If you’ve read Penny Arcade for a long time (and I mean read, not the comic itself), you’ll probably noticed the idiosyncratic style of Tycho (aka Jerry Holkins). I’m not sure I would call it a good writing per se, but he has a unique way with words thats hard to resists. He’s probably one of the few bloggers I not merely come back to for the content, but the actual delivery. Yeah, I like the comic too, but the writing is what sells it to me.
But even after years of reading his posts, I would have never thought that it could translate into a game that, despite all the various deviations and the excessive wordiness of the scripts and with the Gabe and Tycho personas at its core, carries not only a sort of coherent but even enjoyable and compelling story. Sure, the game is mostly your typical jRPG in terms of gameplay mechanics, which means is even less interactive than a play your own adventure book, but in this case this is actually a win.
Story is king here, if you happen to like completely deranged fantasy where one of the main characters is part of a legacy that regularly kills gods, plans to destroy the current universe and clears a sub-dimension of all god-seeds to not let them create the next universe. The other one is a deranged imbecile and then there’s the head in a bottle. I’m really not making this up.
The plot and the entire setting uses allusions to pop memes and various genre tropes to create a persiflage that becomes its own thing fast and while you can’t take it all seriously, neither is it really a joke. I’m not saying it’s for everyone, hell, Tycho’s style is an acquired taste after all, but if you run with it, you’ll get a pretty unique experience no other game will offer.
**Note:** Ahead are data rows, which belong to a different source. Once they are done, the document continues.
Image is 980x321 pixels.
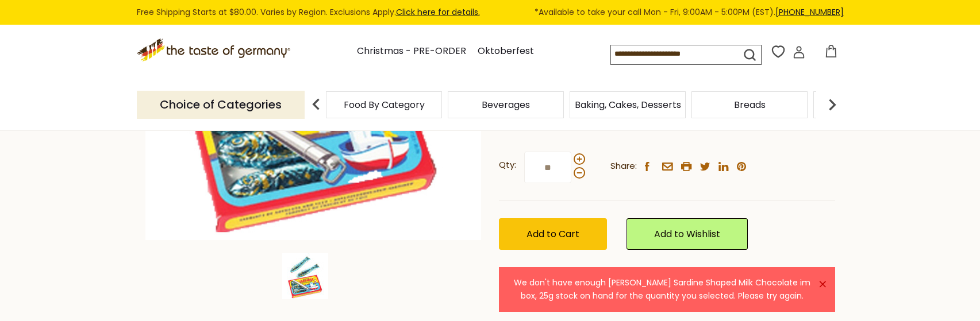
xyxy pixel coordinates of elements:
[525,152,572,183] input: Qty:
[821,93,844,116] img: next arrow
[526,227,579,241] span: Add to Cart
[137,91,305,119] p: Choice of Categories
[535,6,844,19] span: *Available to take your call Mon - Fri, 9:00AM - 5:00PM (EST).
[575,101,681,109] a: Baking, Cakes, Desserts
[344,101,425,109] a: Food By Category
[611,159,637,173] span: Share:
[477,44,534,59] a: Oktoberfest
[137,6,844,19] div: Free Shipping Starts at $80.00. Varies by Region. Exclusions Apply.
[282,254,328,300] img: Simon Coll Sardine Shaped Chocolates
[499,219,607,250] button: Add to Cart
[626,219,748,250] a: Add to Wishlist
[396,6,480,18] a: Click here for details.
[508,276,817,303] div: We don't have enough [PERSON_NAME] Sardine Shaped Milk Chocolate im box, 25g stock on hand for th...
[734,101,766,109] a: Breads
[819,281,826,288] a: ×
[499,158,516,173] strong: Qty:
[357,44,466,59] a: Christmas - PRE-ORDER
[775,6,844,18] a: [PHONE_NUMBER]
[305,93,328,116] img: previous arrow
[482,101,530,109] a: Beverages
And while the game is mostly a vehicle for Tycho’s writing, Zeboyd Games has thrown in a few mechanics that make it worth your while if you happen to like old-school SNES jRPGs but can’t stand random battles or the xth fight again generic fantasy creatures. The game has no random battles (thank god every battle is hand-placed), has an ingenious magic system that avoids that you rarely use magic (each turn you get some mana), offers plenty of weird enemies that makes EarthBound look mundane and even throws in a Dragon Quest look-alike sequence (though the battles look more like early Final Fantasy).
The only thing I found annoying was that the game ended on a sort of cliffhanger, but hopefully we don’t have to wait four more years to see the entire series to its conclusion.